Friday, January 27, 2012

Lisa Doyle Veterans Affairs Acquisition Academy #ASTDTK12

My live notes from today’s closing session at ASTD TK12 in  Las Vegas. Lisa Doyle is the Chancellor of the Veterans Affairs Acquisition Academy and named Chief Learning Office of the Year by CLO Magazine for 2012.

“The more we understand our Veterans, the better we will serve them.”

VA – second largest cabinet level agency in the US. 300,000 employees. 152 medical centers and hospitals across US. Second only to the Dept of Ed in providing educational benefits. Largest cemetery system in teh US.

55% of VA workforce is eligible for retirement in the next ten years.

Opened the Acquisition Academy in 2008. Competency based programs.

Opened five schools to train. (acquisition internship school, contracting prof school, facilities management school, program management school, supply chain management school).

Critical success factors:

  • environment
  • holistic model
  • theory to practice
  • quality control (maintain and evaluate learning across the enterprise)

The Academy is a two story brick and mortal building. A learning environment and not a workplace. It’s full of color and curved surfaces. The board room has no square walls to inspire innovation and creativity and risk taking (properly managed).

16 classrooms – can train 450 people a day. With interactive whiteboards, etc.

The walls are painted with the mission: why we’re here: “To care for him who shall have borne the battle, and for his widow, and his orphan.” ~A. Lincoln

The holistic model

3 year internship program—training the next generation of professionals (second careers, those out of college)

technical skills, interpersonal skills, writing, speaking, self-understanding, leadership skills (you serve as a leader at all levels – so this begins on day 1), skill building (learning laboratory). mission service.

Scenario Driven Learning Laboratory

Preparing interns to do the work when they go out on job rotation. VAAA’s IDs use VA work to create scenario driven exercises, case studies, etc to expose learners to the actual job environment

Job rotations are critical – so they can be added bench strength – in medical centers and hospitals throughout the US.

Decreased time to competency.

Education with a purpose.

Internship program for wounded warriors. Over 100 million veterans are unemployed. The rate for post 9/11 Veterans is higher than the rest of the veteran population (particularly those ages 18-29).
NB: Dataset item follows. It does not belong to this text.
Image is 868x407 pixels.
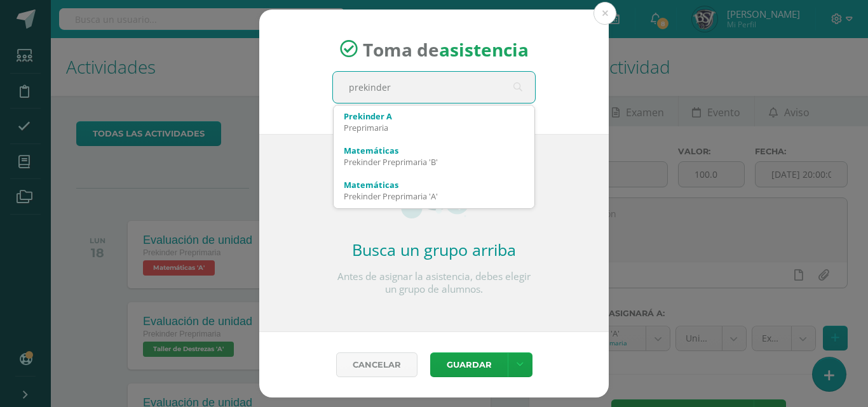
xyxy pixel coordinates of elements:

Veterans are ideal candidates and make excellent employees. The attributes that Vets develop during their time in service are attributes that employers look for: leadership skills, discipline, rigor, team members, they take care of each other…

It’s a little different from standard intern program:

  • infused education (it requires 24 hours of business credit – they’re in college 2 days a week onsite at the VA Academy – they partnered with a local college and the professors come to them)
  • peak performance training (managing mental emotional and physiological responses to perform at peak levels – helping wounded warriors transition back from the battlefield). Also includes study skills – many of these went from high school to the battlefield. 

Wounded Warrior program helps VA with succession planning. Allows them to hire experienced employees. Creates a career path for wounded warriors where they can progress in the VA.

It’s Veterans serving Veterans.

1 comment:

Steve Villachica said...

Hi, Cammy.

Thanks for posting this session. I still like their mission statement. It's one of the few good examples I've seen.

I also liked their use of problem-based learning approaches throughout their curricula.